The Big, Important Role of Artists

(Tim Jackins answering a question about artists, at the New York, USA, Teachers’ and Leaders’ Workshop this June)

Question: Could you talk about the role of an artist in this society and how it will change as we re-emerge?

Tim: In this society, you, as an artist, are a commodity. You produce for sale, though you are allowed a little more leeway than most people to be yourself—in non-threatening ways. If you produce in a way that ends up supporting some piece of capitalism, then you are co-opted. If you don’t do that, you can only exist on the margins and you don’t get easy access to people.

Your job is to look, take in everything, and use your own mind and unique perspective to re-construct a vision that clarifies some aspect of reality and puts it out for people to remind themselves of it. Your job is to dare people to think bigger, to help them get a look at the inner relationships and possibilities and what’s open in front of them, as well as what has happened behind them.
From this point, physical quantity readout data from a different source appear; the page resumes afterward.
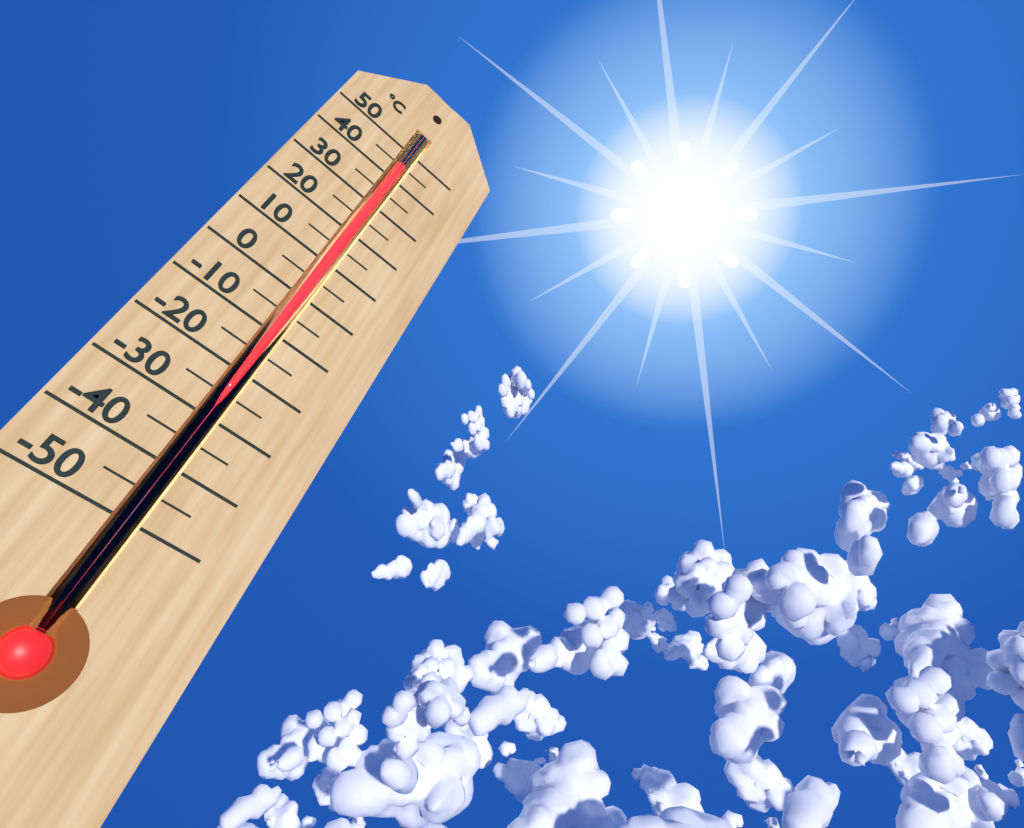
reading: 45 °C
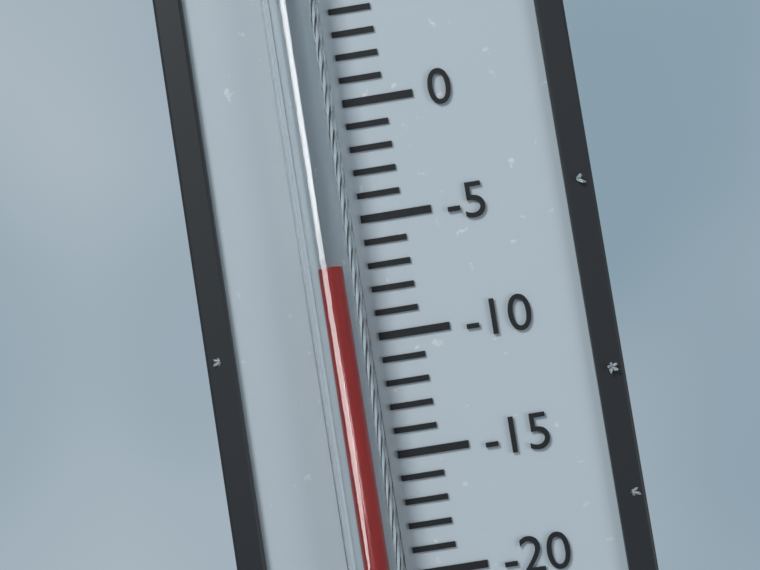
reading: -7 °C
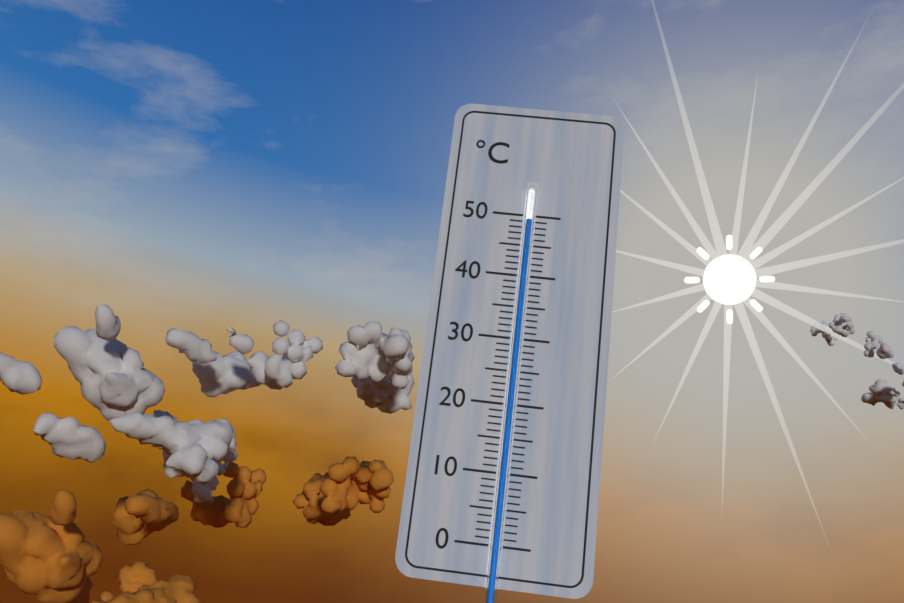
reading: 49 °C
Part of the job of an artist is to generate six billion artists. It is not just to “see what I can do, see what I can remind people of,” but to put out the message that all people get to be part of this endeavor to be artistic, to show their minds. You get to encourage other artists.

Of course, in this society, you can’t easily work that way with other artists. Capitalism makes you think your survival depends on other artists not surviving. Competition is set up. It corrupts and interferes with what you want to say. It makes you scared to show your full vision. You feel you have to tone it down, so that somebody in a position to insure your survival or popularity cannot be made uncomfortable.

Capitalism does this everywhere, with everything that anybody tries to do with his or her intelligence and ability to show something to another person. It does it to artists. This has nothing to do with art, and nothing to do with the big, important role artists should play in society of leading by showing perspectives.

We need people who sit down and look at what’s going on and portray it from their perspective. There’s no end to how many of these people we need. They should be part of every neighborhood, every block. There should be somebody who, as often as he or she generates it, puts art on his or her front stoop so that everybody walking by knows that it will be out there by Tuesday and that they’ll get this latest glimpse of reality from someone. And it gets to go farther and bigger than that, given the ways we have to communicate now.

Like any other push forward, increasingly clear pictures will be circulated more and more widely, where more people can be inspired by them. As you not only fight through mastering the skills of art but also fight through the distresses that hold you back, your pictures of reality get larger and better. There is a training period during which you get to practice, when your picture isn’t clear enough to get out of the neighborhood, but then it gets out of the neighborhood and moves. The worldwide web would be a good vehicle for this. People could tap into a million different pictures of reality, from a million different artists, any time they had a slack moment to do so.